Mother’s Day to Father’s Day is typical bloom time for one of Georgia’s most strikingly beautiful — but rarest — wildflowers, the shoals spider lily. Growing in dense colonies, the spider lily’s large, white flowers atop 3-foot stems are breathtaking.

Making the flowers even more stunning is the natural habitat in which they live — shallow, rocky shoals of clean, sunny, fast-flowing streams in the Piedmont and upper coastal plain regions. In the shoal areas, the flowers grow from bulbs rooted in crevices of shoal rocks.

Such habitats supporting large colonies of shoals spider lilies were widespread more than a century ago in rocky streams in Georgia, Alabama, South Carolina and North Carolina. Over the decades, however, entire populations of the striking flower were wiped out by rising water from dams and by siltation from development. In Georgia, the plant’s presence was reduced to only a handful of streams. It is now legally protected.

The lower Chattahoochee River was one of the streams that lost its splendid spider lily populations because of a series of dams that impeded water flow.

Now, there’s good news on that front. Several groups are working hard to restore the shoals spider lily in the Chattahoochee. Prominent among them is the Columbus-based Chattahoochee River Conservancy. Since 2015, the organization and others have been laboring to transplant thousands of spider lilies in a 2.3-mile stretch of the river at Columbus, where two dams — Eagle & Phenix Dam and City Mills Dam — once restricted water flow.

The dams were torn down in 2013, and the river was allowed to return to its natural flow. That’s when the groups saw their chance to restore the spider lilies. Their effort is ongoing; the work is tedious and laborious. The plants first have to be raised from seeds for a year under strict conditions before they can be transplanted in the river.

But the process is working, and once again, shoals spider lilies will be blooming on Mother’s Day in the Chattahoochee River at Columbus, where the river once more flows swiftly and freely.

IN THE SKY: From David Dundee, Tellus Science Museum astronomer: The moon will be first quarter on Wednesday. Mars and Mercury are in the east just before sunrise. Saturn is in the west just after dark. Jupiter and Venus can’t be seen easily right now.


Write out the full set of records exactly. Any pictures in them do not belong in the copy.

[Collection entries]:
-- Opening Marker --

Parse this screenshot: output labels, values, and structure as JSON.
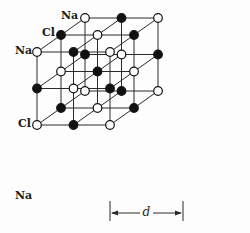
{
  "diagram": {
    "grid_size": 3,
    "origin": {
      "x": 37,
      "y": 52
    },
    "spacing": 73,
    "depth_offset": {
      "dx": 24,
      "dy": -17
    },
    "colors": {
      "line": "#2a2a2a",
      "na_fill": "#ffffff",
      "cl_fill": "#111111",
      "stroke": "#111111"
    },
    "ion_labels": [
      {
        "text": "Na",
        "x": 61,
        "y": 10
      },
      {
        "text": "Cl",
        "x": 42,
        "y": 27
      },
      {
        "text": "Na",
        "x": 15,
        "y": 45
      },
      {
        "text": "Cl",
        "x": 18,
        "y": 118
      },
      {
        "text": "Na",
        "x": 15,
        "y": 190
      }
    ],
    "dimension": {
      "label": "d",
      "x1": 110,
      "x2": 183,
      "y": 213
    }
  }
}
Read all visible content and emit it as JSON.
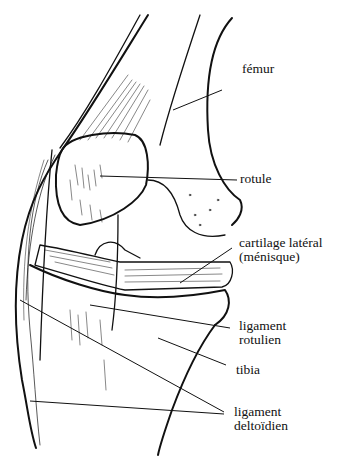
{
  "figure": {
    "ink_color": "#111111",
    "background": "#ffffff"
  },
  "labels": [
    {
      "id": "femur",
      "lines": [
        "fémur"
      ],
      "x": 242,
      "y": 62
    },
    {
      "id": "rotule",
      "lines": [
        "rotule"
      ],
      "x": 240,
      "y": 172
    },
    {
      "id": "cartilage",
      "lines": [
        "cartilage latéral",
        "(ménisque)"
      ],
      "x": 239,
      "y": 236
    },
    {
      "id": "ligament-rotulien",
      "lines": [
        "ligament",
        "rotulien"
      ],
      "x": 239,
      "y": 319
    },
    {
      "id": "tibia",
      "lines": [
        "tibia"
      ],
      "x": 236,
      "y": 363
    },
    {
      "id": "ligament-deltoidien",
      "lines": [
        "ligament",
        "deltoïdien"
      ],
      "x": 234,
      "y": 405
    }
  ]
}
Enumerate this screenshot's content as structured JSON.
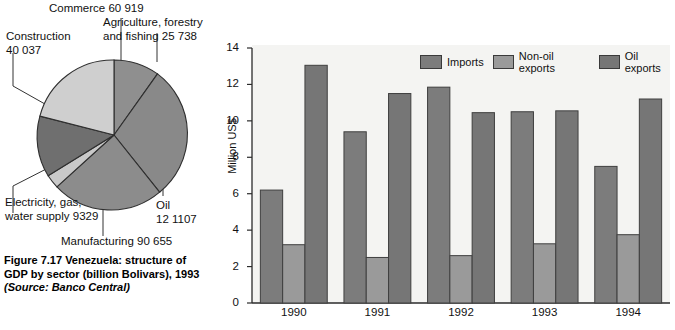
{
  "figure": {
    "caption_line1": "Figure 7.17  Venezuela: structure of",
    "caption_line2": "GDP by sector (billion Bolivars), 1993",
    "caption_line3": "(Source: Banco Central)"
  },
  "pie_labels": {
    "commerce": "Commerce 60 919",
    "agriculture": "Agriculture, forestry\nand fishing 25 738",
    "construction": "Construction\n40 037",
    "electricity": "Electricity, gas,\nwater supply 9329",
    "oil": "Oil\n12 1107",
    "manufacturing": "Manufacturing 90 655"
  },
  "legend": {
    "items": [
      {
        "label": "Imports",
        "color": "#7c7c7c"
      },
      {
        "label": "Non-oil exports",
        "color": "#9a9a9a"
      },
      {
        "label": "Oil exports",
        "color": "#767676"
      }
    ]
  },
  "chart_data": [
    {
      "type": "pie",
      "title": "Venezuela: structure of GDP by sector (billion Bolivars), 1993",
      "unit": "billion Bolivars",
      "labels": [
        "Agriculture, forestry and fishing",
        "Oil",
        "Manufacturing",
        "Electricity, gas, water supply",
        "Construction",
        "Commerce"
      ],
      "values": [
        25738,
        121107,
        90655,
        9329,
        40037,
        60919
      ],
      "colors": [
        "#8f8f8f",
        "#898989",
        "#8c8c8c",
        "#c9c9c9",
        "#6f6f6f",
        "#cfcfcf"
      ],
      "legend": "labels-with-leader-lines"
    },
    {
      "type": "bar",
      "title": "",
      "xlabel": "",
      "ylabel": "Million US$",
      "categories": [
        "1990",
        "1991",
        "1992",
        "1993",
        "1994"
      ],
      "ylim": [
        0,
        14
      ],
      "yticks": [
        0,
        2,
        4,
        6,
        8,
        10,
        12,
        14
      ],
      "grid": false,
      "legend_position": "top-right",
      "series": [
        {
          "name": "Imports",
          "color": "#7c7c7c",
          "values": [
            6.2,
            9.4,
            11.85,
            10.5,
            7.5
          ]
        },
        {
          "name": "Non-oil exports",
          "color": "#9a9a9a",
          "values": [
            3.2,
            2.5,
            2.6,
            3.25,
            3.75
          ]
        },
        {
          "name": "Oil exports",
          "color": "#767676",
          "values": [
            13.05,
            11.5,
            10.45,
            10.55,
            11.2
          ]
        }
      ]
    }
  ]
}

-- Closing Marker --

[Output of the exercise]:
Parse this screenshot: output labels, values, and structure as JSON.
{
  "diagram": {
    "grid_size": 3,
    "origin": {
      "x": 37,
      "y": 52
    },
    "spacing": 73,
    "depth_offset": {
      "dx": 24,
      "dy": -17
    },
    "colors": {
      "line": "#2a2a2a",
      "na_fill": "#ffffff",
      "cl_fill": "#111111",
      "stroke": "#111111"
    },
    "ion_labels": [
      {
        "text": "Na",
        "x": 61,
        "y": 10
      },
      {
        "text": "Cl",
        "x": 42,
        "y": 27
      },
      {
        "text": "Na",
        "x": 15,
        "y": 45
      },
      {
        "text": "Cl",
        "x": 18,
        "y": 118
      },
      {
        "text": "Na",
        "x": 15,
        "y": 190
      }
    ],
    "dimension": {
      "label": "d",
      "x1": 110,
      "x2": 183,
      "y": 213
    }
  }
}
Read all visible content and emit it as JSON.
{
  "figure": {
    "ink_color": "#111111",
    "background": "#ffffff"
  },
  "labels": [
    {
      "id": "femur",
      "lines": [
        "fémur"
      ],
      "x": 242,
      "y": 62
    },
    {
      "id": "rotule",
      "lines": [
        "rotule"
      ],
      "x": 240,
      "y": 172
    },
    {
      "id": "cartilage",
      "lines": [
        "cartilage latéral",
        "(ménisque)"
      ],
      "x": 239,
      "y": 236
    },
    {
      "id": "ligament-rotulien",
      "lines": [
        "ligament",
        "rotulien"
      ],
      "x": 239,
      "y": 319
    },
    {
      "id": "tibia",
      "lines": [
        "tibia"
      ],
      "x": 236,
      "y": 363
    },
    {
      "id": "ligament-deltoidien",
      "lines": [
        "ligament",
        "deltoïdien"
      ],
      "x": 234,
      "y": 405
    }
  ]
}
Enumerate this screenshot's content as structured JSON.
{
  "figure": {
    "caption_line1": "Figure 7.17  Venezuela: structure of",
    "caption_line2": "GDP by sector (billion Bolivars), 1993",
    "caption_line3": "(Source: Banco Central)"
  },
  "pie_labels": {
    "commerce": "Commerce 60 919",
    "agriculture": "Agriculture, forestry\nand fishing 25 738",
    "construction": "Construction\n40 037",
    "electricity": "Electricity, gas,\nwater supply 9329",
    "oil": "Oil\n12 1107",
    "manufacturing": "Manufacturing 90 655"
  },
  "legend": {
    "items": [
      {
        "label": "Imports",
        "color": "#7c7c7c"
      },
      {
        "label": "Non-oil exports",
        "color": "#9a9a9a"
      },
      {
        "label": "Oil exports",
        "color": "#767676"
      }
    ]
  },
  "chart_data": [
    {
      "type": "pie",
      "title": "Venezuela: structure of GDP by sector (billion Bolivars), 1993",
      "unit": "billion Bolivars",
      "labels": [
        "Agriculture, forestry and fishing",
        "Oil",
        "Manufacturing",
        "Electricity, gas, water supply",
        "Construction",
        "Commerce"
      ],
      "values": [
        25738,
        121107,
        90655,
        9329,
        40037,
        60919
      ],
      "colors": [
        "#8f8f8f",
        "#898989",
        "#8c8c8c",
        "#c9c9c9",
        "#6f6f6f",
        "#cfcfcf"
      ],
      "legend": "labels-with-leader-lines"
    },
    {
      "type": "bar",
      "title": "",
      "xlabel": "",
      "ylabel": "Million US$",
      "categories": [
        "1990",
        "1991",
        "1992",
        "1993",
        "1994"
      ],
      "ylim": [
        0,
        14
      ],
      "yticks": [
        0,
        2,
        4,
        6,
        8,
        10,
        12,
        14
      ],
      "grid": false,
      "legend_position": "top-right",
      "series": [
        {
          "name": "Imports",
          "color": "#7c7c7c",
          "values": [
            6.2,
            9.4,
            11.85,
            10.5,
            7.5
          ]
        },
        {
          "name": "Non-oil exports",
          "color": "#9a9a9a",
          "values": [
            3.2,
            2.5,
            2.6,
            3.25,
            3.75
          ]
        },
        {
          "name": "Oil exports",
          "color": "#767676",
          "values": [
            13.05,
            11.5,
            10.45,
            10.55,
            11.2
          ]
        }
      ]
    }
  ]
}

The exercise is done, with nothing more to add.